Cloudflare’s Workers AI will include its own restrictions. It will not support customer-provided models, and only support Meta's Llama 2 7B and M2m100-1.2, OpenAI's Whisper, Hugging Face's Distilbert-sst-2-int8, Microsoft's Resnet-50, and Baai's bge-base-en-v1.5 models.

Cloudflare plans to add more models in the future, with the help of Hugging Face.

“You've got to start somewhere,” Engates said, seeing this approach as ensuring that “the basic use cases are up and running.”

But he expects the use cases to expand: “We're going to have to figure out some systems for managing the costs associated with hosting your own models and how those live in our cloud. I think caching is probably the biggest thing - how many places do you want the same model to live? How fast does it need to be available in these different locations?

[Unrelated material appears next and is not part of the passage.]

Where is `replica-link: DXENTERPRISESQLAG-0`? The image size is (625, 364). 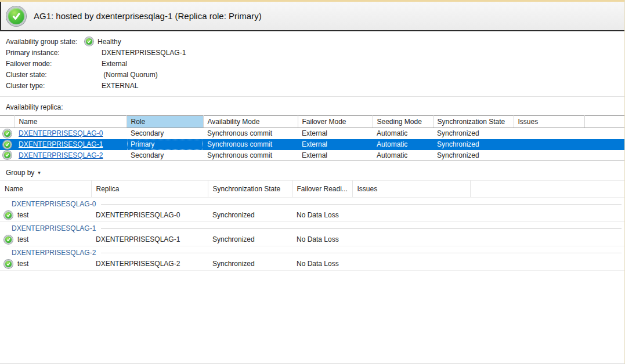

“There will be customers that ask us for very specific things over time, and we'll have to figure out how to enable those. This was about trying to show people what's possible, and get it out there quickly. Then the team goes back to work and iterates for the next round of releases.”

The first wave

There’s enough demand for this first step into generative AI to support the initial roll-out, Engates said.

“People are all trying to experiment with what they're going to do with generative AI - I saw a number of people building their own chatbots right on top of Cloudflare’s Edge. Another person built a Google Translate-type system in 18 lines of code. The goal is just to make it as easy as possible for developers to try things out and get them up and running. It's early days and a lot of these things are still in beta mode.”

But he hopes that Workers AI will move beyond experimentation and allow new projects to come out of the infrastructure, with the ‘build it and they will come’ mentality that Edge proponents have often hoped for.

“I imagine very soon these will mature and turn into things that people will rely on every day with very, very strict SLAs around uptime and performance,” he said. “We have to get it out there for people to tell us what they want.”

Engates is hopeful that the market feedback will point to something transformative, akin to the key technological leaps of times past.

“It reminds me of these big inflection points in our lifetime,” he said. “My career goes all the way back: When I started in the early ‘90s, the Internet was new. I started an ISP right out of university, and I left to go help start Rackspace as the CTO for almost 18 years.

“The next big inflection was mobile, and then the next one was cloud. Now we're here with AI, and it seems to me almost bigger than the others combined. It's taking advantage of all of them and it's building on them to launch this new thing.”

A new network

It’s hard to say just how profound this moment is.

There’s a possibility that the bubble bursts and Cloudflare will have to curb any wider ambitions and repurpose the GPUs for other applications, including its ongoing efforts to use AI to make its network smarter.

Then there’s the possibility that the concept lives up to the hype - that every business runs its own model (or at least version of a model), and every person regularly converses with an instantaneous virtual assistant over voice or even video.

That could require a shift-change in the scale at which Cloudflare will have to operate. It may require more capacity than can be provided at the smaller or more telco-focused data centers it often frequents, necessitating more wholesale deployments and bigger Edge deployments.

“Within Cloudflare, there are different layers of what we consider Edge. There's the Edge that's inside of a cabinet in somebody else's data center, versus larger infrastructure in places like New York that have considerable populations,” Engates said.

“Cloudflare’s network is going to evolve and change over time - this is a living, breathing, thing,” he said. “We've invested in people that really understand the hyperscale market very well, our teams are growing in terms of being able to innovate in that context.

“It’s all so that we can become the foundation for all this cool stuff that we think is coming.”